While some unions threaten not to monitor the tests, 740 000 candidates spend this morning on philosophy or French tests for the Baccalaureate
Today, Monday 17th June, some 740 000 candidates will go through the doors of high schools to sit for their first written test of the baccalaureate, which should take place “normally” according to the ministry despite a call for strike action on surveillance of the exams.
At 8am, the 554 000 candidates of the general and technological baccalaureate will discover their subject of philosophy. For the 190 000 candidates of the professional baccalaureate, it will be the test of French, at 9.30am.
The youngest candidate is 11 years old and seven months old and is studying science at the Versailles Academy. The oldest is 77 years old and is enrolled in the Academy of Dijon.
A strike threat
Last year, a social movement at the SNCF caused fears of disturbances. This year, for the first time since 2003, teachers’ unions call for a surveillance strike on Monday to protest the reform of the baccalaureate, which will come into effect in 2021.
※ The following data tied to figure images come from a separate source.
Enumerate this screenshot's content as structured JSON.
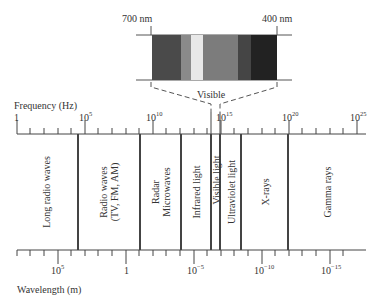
{
  "visible_inset": {
    "label_left": "700 nm",
    "label_right": "400 nm",
    "caption": "Visible",
    "bands": [
      "#4a4a4a",
      "#8a8a8a",
      "#e8e8e8",
      "#7c7c7c",
      "#454545",
      "#222222"
    ]
  },
  "frequency_axis": {
    "title": "Frequency (Hz)",
    "ticks": [
      {
        "base": "1",
        "exp": ""
      },
      {
        "base": "10",
        "exp": "5"
      },
      {
        "base": "10",
        "exp": "10"
      },
      {
        "base": "10",
        "exp": "15"
      },
      {
        "base": "10",
        "exp": "20"
      },
      {
        "base": "10",
        "exp": "25"
      }
    ]
  },
  "wavelength_axis": {
    "title": "Wavelength (m)",
    "ticks": [
      {
        "base": "10",
        "exp": "5"
      },
      {
        "base": "1",
        "exp": ""
      },
      {
        "base": "10",
        "exp": "−5"
      },
      {
        "base": "10",
        "exp": "−10"
      },
      {
        "base": "10",
        "exp": "−15"
      }
    ]
  },
  "regions": [
    {
      "label": "Long radio waves"
    },
    {
      "label": "Radio waves",
      "label2": "(TV, FM, AM)"
    },
    {
      "label": "Radar",
      "label2": "Microwaves"
    },
    {
      "label": "Infrared light"
    },
    {
      "label": "Visible light"
    },
    {
      "label": "Ultraviolet light"
    },
    {
      "label": "X-rays"
    },
    {
      "label": "Gamma rays"
    }
  ]
}
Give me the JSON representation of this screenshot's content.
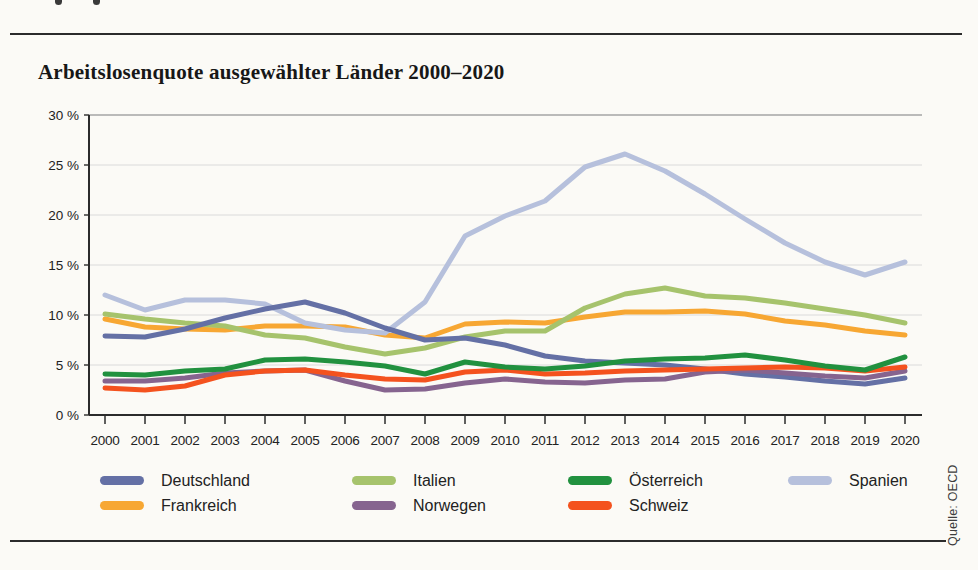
{
  "page": {
    "title": "Arbeitslosenquote ausgewählter Länder 2000–2020",
    "source": "Quelle: OECD"
  },
  "chart_data": {
    "type": "line",
    "title": "Arbeitslosenquote ausgewählter Länder 2000–2020",
    "ylabel": "Arbeitslosenquote in %",
    "xlabel": "Jahr",
    "grid": true,
    "legend_position": "bottom",
    "ylim": [
      0,
      30
    ],
    "ytick_values": [
      0,
      5,
      10,
      15,
      20,
      25,
      30
    ],
    "ytick_labels": [
      "0 %",
      "5 %",
      "10 %",
      "15 %",
      "20 %",
      "25 %",
      "30 %"
    ],
    "categories": [
      "2000",
      "2001",
      "2002",
      "2003",
      "2004",
      "2005",
      "2006",
      "2007",
      "2008",
      "2009",
      "2010",
      "2011",
      "2012",
      "2013",
      "2014",
      "2015",
      "2016",
      "2017",
      "2018",
      "2019",
      "2020"
    ],
    "series": [
      {
        "name": "Deutschland",
        "color": "#6470a5",
        "values": [
          7.9,
          7.8,
          8.6,
          9.7,
          10.6,
          11.3,
          10.2,
          8.7,
          7.5,
          7.7,
          7.0,
          5.9,
          5.4,
          5.2,
          5.0,
          4.6,
          4.1,
          3.8,
          3.4,
          3.1,
          3.7
        ]
      },
      {
        "name": "Frankreich",
        "color": "#f7a733",
        "values": [
          9.6,
          8.8,
          8.6,
          8.5,
          8.9,
          8.9,
          8.8,
          8.0,
          7.7,
          9.1,
          9.3,
          9.2,
          9.8,
          10.3,
          10.3,
          10.4,
          10.1,
          9.4,
          9.0,
          8.4,
          8.0
        ]
      },
      {
        "name": "Italien",
        "color": "#a6c36c",
        "values": [
          10.1,
          9.6,
          9.2,
          8.9,
          8.0,
          7.7,
          6.8,
          6.1,
          6.7,
          7.8,
          8.4,
          8.4,
          10.7,
          12.1,
          12.7,
          11.9,
          11.7,
          11.2,
          10.6,
          10.0,
          9.2
        ]
      },
      {
        "name": "Norwegen",
        "color": "#86648f",
        "values": [
          3.4,
          3.4,
          3.7,
          4.2,
          4.4,
          4.5,
          3.4,
          2.5,
          2.6,
          3.2,
          3.6,
          3.3,
          3.2,
          3.5,
          3.6,
          4.3,
          4.5,
          4.2,
          3.9,
          3.7,
          4.4
        ]
      },
      {
        "name": "Österreich",
        "color": "#21913f",
        "values": [
          4.1,
          4.0,
          4.4,
          4.6,
          5.5,
          5.6,
          5.3,
          4.9,
          4.1,
          5.3,
          4.8,
          4.6,
          4.9,
          5.4,
          5.6,
          5.7,
          6.0,
          5.5,
          4.9,
          4.5,
          5.8
        ]
      },
      {
        "name": "Schweiz",
        "color": "#f4521e",
        "values": [
          2.7,
          2.5,
          2.9,
          4.0,
          4.4,
          4.5,
          4.0,
          3.6,
          3.5,
          4.3,
          4.5,
          4.1,
          4.2,
          4.4,
          4.5,
          4.6,
          4.7,
          4.8,
          4.7,
          4.4,
          4.8
        ]
      },
      {
        "name": "Spanien",
        "color": "#b6c0dc",
        "values": [
          12.0,
          10.5,
          11.5,
          11.5,
          11.1,
          9.2,
          8.5,
          8.2,
          11.3,
          17.9,
          19.9,
          21.4,
          24.8,
          26.1,
          24.4,
          22.1,
          19.6,
          17.2,
          15.3,
          14.0,
          15.3
        ]
      }
    ],
    "draw_order": [
      "Frankreich",
      "Italien",
      "Spanien",
      "Deutschland",
      "Norwegen",
      "Schweiz",
      "Österreich"
    ],
    "legend_columns": [
      [
        "Deutschland",
        "Frankreich"
      ],
      [
        "Italien",
        "Norwegen"
      ],
      [
        "Österreich",
        "Schweiz"
      ],
      [
        "Spanien"
      ]
    ]
  }
}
Read also: Beginning of the baccalaureate: in Caen a call to strike for the surveillance of the tests
“The examination will take place normally”, repeats the Minister of Education Jean-Michel Blanquer. The rue de Grenelle gave instructions to the heads of the 4635 examination centres to provide a steering wheel of replacements.
“It’s a small minority that will strike,” said the minister Friday.
“The teachers are responsible people who bring their students to the baccalaureate and who have no desire to sabotage the moment for which they have prepared them”
“We never intended to disrupt the events. When we go on strike, we know that the administration has the means to cope with the situation, “say teachers mobilized at the Flora-Tristan high school in Noisy-Le-Grand (Seine-Saint-Denis), which emphasize the dimension” symbolic “of their actions.
In this establishment, a quarter of the 60 teachers convened Monday pronounced for the strike. “It’s a heartbreaker. There are some students we’ve been following for three years, “says a non-union English teacher who will not come to work on Monday when she has to do some of the stewardship.
She has, however, volunteered to organize the rooms and prepare the blank copies by Friday afternoon.
“Local” baccalaureate
The inter-union that called for the strike – which includes the Snes-FSU, the first union among secondary school teachers, and South Education – intends to protest against the reform of the baccalaureate which will reduce the number of final exams including the exam in favor of continuous monitoring and is accompanied by a redesign of high school education.
The unions see this transformation as the introduction of a “local” baccalaureate, the value of which will depend on the high school in which the young person has completed his schooling, and expect “a frantic pace of evaluation” through continuous monitoring.
They are also exasperated by what they see as a lack of response from the minister to their concerns about the reform of this two-hundred-year review.
The philosophy test, which since the 1970s kicks off the week of tests for a large number of candidates, will be maintained in the new tray.
The afternoon in the examination centres will be devoted to the anticipated French test for first-year students in general and technological bac.
The baccalaureate exams will end on June 24th for scientific (S) and literary (L) programs, and as of June 21st for the economic and social (ES) sector. In the pro track, where the youth have already passed several tests, the exams will run from Monday to Wednesday.
During the week of tests, the admission procedure in the higher, Parcoursup, is also suspended. It will resume on June 25th, with a new phase called complementary, which will allow candidates to make wishes on vacant places on the platform.
The results of the baccalaureate will be known on July 5th and catch-ups will stretch to July 10th. Since 2012, the success rate exceeds 80%. In 2018, 88.2% of the candidates took the diploma. But the proportion of graduates in a generation is significantly lower: one in five young people aged 18 did not have the bac in 2018.